From behind a pinon tree, Suazo covered Kerney’s back, as he ran zigzag across the meadow toward the cabin. A redtail hawk screeched out of a pine tree, and Kerney looked up to see the figure of a woman climbing the cleft in the canyon wall.

He motioned Suazo forward, skirted the cabin, laid his rifle aside, and started up the cleft.

“There’s no way out, Spalding,” he yelled. “Climb down.”

Spalding shook her head and kept moving. Kerney paused for a better look at her. She carried a backpack strapped to her shoulders and had a canteen on her hip. He didn’t see a weapon. He glanced back at Suazo, who’d rounded the cabin and pointed at an outcropping twenty feet above Spalding’s head.

“One round,” he called out.

Suazo got the message and fired once. The round tore into an outcropping and showered rock fragments down on Spalding, who froze momentarily.

“Come down,” Kerney ordered. “Do it now.”

Spalding shook her head and started climbing again.

Kerney went up the split, using footholds where he could find them. Spalding cleared the outcropping before he could reach her and disappeared from sight. He looked down at Suazo, eighty feet below, with his rifle aimed and ready.

“Where is she?” he called.

“Standing on the ledge, staring at me,” Suazo said. “She can’t go any farther. It’s slick rock from there to the top.”

“Any weapons?”

“Nothing in her hands,” Suazo answered. “I think she wants to jump.”

“If she moves toward the edge, blow her fucking head off,” Kerney yelled.

“She’s at the edge now.” Suazo raised his sights a bit, but held his fire.

Kerney reached for the lip of the outcropping, and felt Spalding’s boot come down hard on the fingers of his left hand. She looked down at him, red-faced and angry.

He pulled his hand free, found a crevice for his foot, swung up and over the ledge, kicked out a leg, and knocked Spalding back. He scrabbled to his feet, spun her around, and pushed her hard against the slick rock wall.
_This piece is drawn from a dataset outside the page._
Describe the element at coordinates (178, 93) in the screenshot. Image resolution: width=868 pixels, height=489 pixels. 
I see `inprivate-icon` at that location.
Spalding yelled in pain and slammed her boot down on Kerney’s instep. She turned, and broke for the edge of the outcropping. Kerney grabbed for her with his injured hand but couldn’t hold on. He lunged and caught her around the waist as she stood staring down at the barrel of Suazo’s rifle. He pulled her back to safety.

He put her facedown on the outcropping, planted his knee on her neck, cuffed her using his uninjured hand, and raised her to a sitting position, holding on tight to the cuffs.
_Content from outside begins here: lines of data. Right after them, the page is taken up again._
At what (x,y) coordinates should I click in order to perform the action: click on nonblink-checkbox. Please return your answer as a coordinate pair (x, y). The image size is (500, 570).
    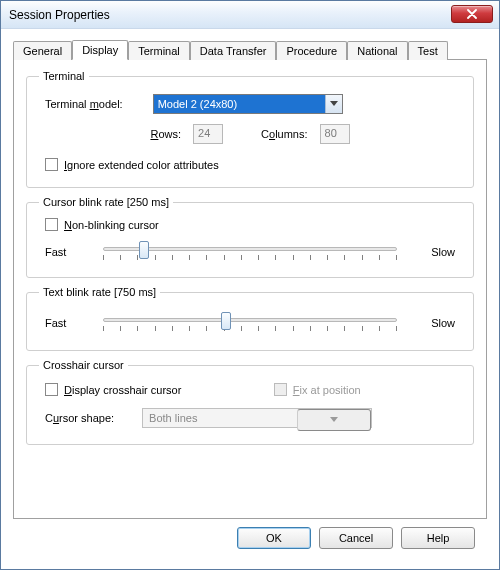
    Looking at the image, I should click on (52, 224).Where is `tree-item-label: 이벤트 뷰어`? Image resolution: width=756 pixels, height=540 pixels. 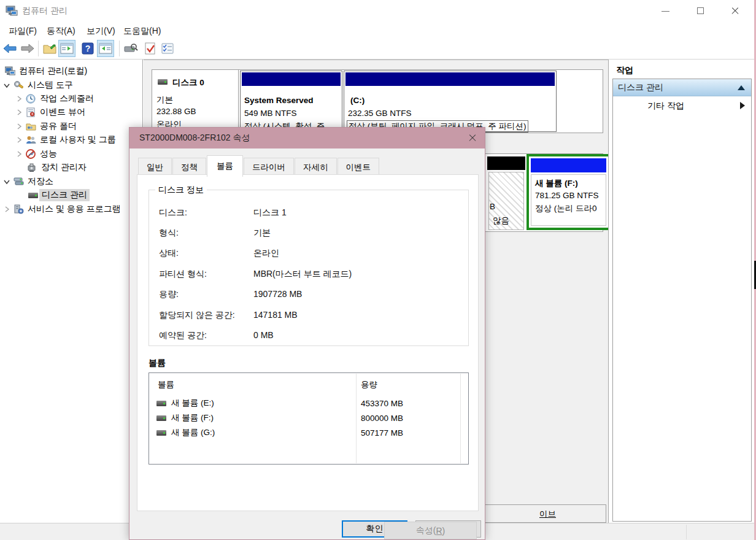
tree-item-label: 이벤트 뷰어 is located at coordinates (63, 112).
She turned and looked at him. Her nose and forehead were scraped raw and bleeding, and her eyes were riveted on Kerney’s face.

“How are you going to get us off this ledge?” she asked matter-of-factly. “I’m handcuffed, and your hand looks broken.”

Kerney’s left hand ached badly. Except for the thumb, his fingers were swollen. He tried to move them, and pain shot up his arm. He wondered how many Spalding had broken. He tried to wiggle his wedding band off his finger with his thumb, but it wouldn’t budge.

“We’ll use rope and rig a sling.”

“You’re an interesting bastard,” Spalding said. “Blow my fucking head off, indeed. How could you possibly know that would make me hesitate?”

“Call it a lucky guess,” Kerney said.

“Seriously,” Spalding said, “how did you know?”

“I read your diary,” Kerney replied.

Above him, the redtail hawk swooped across the canyon, skimmed above the far rim, and veered out of sight.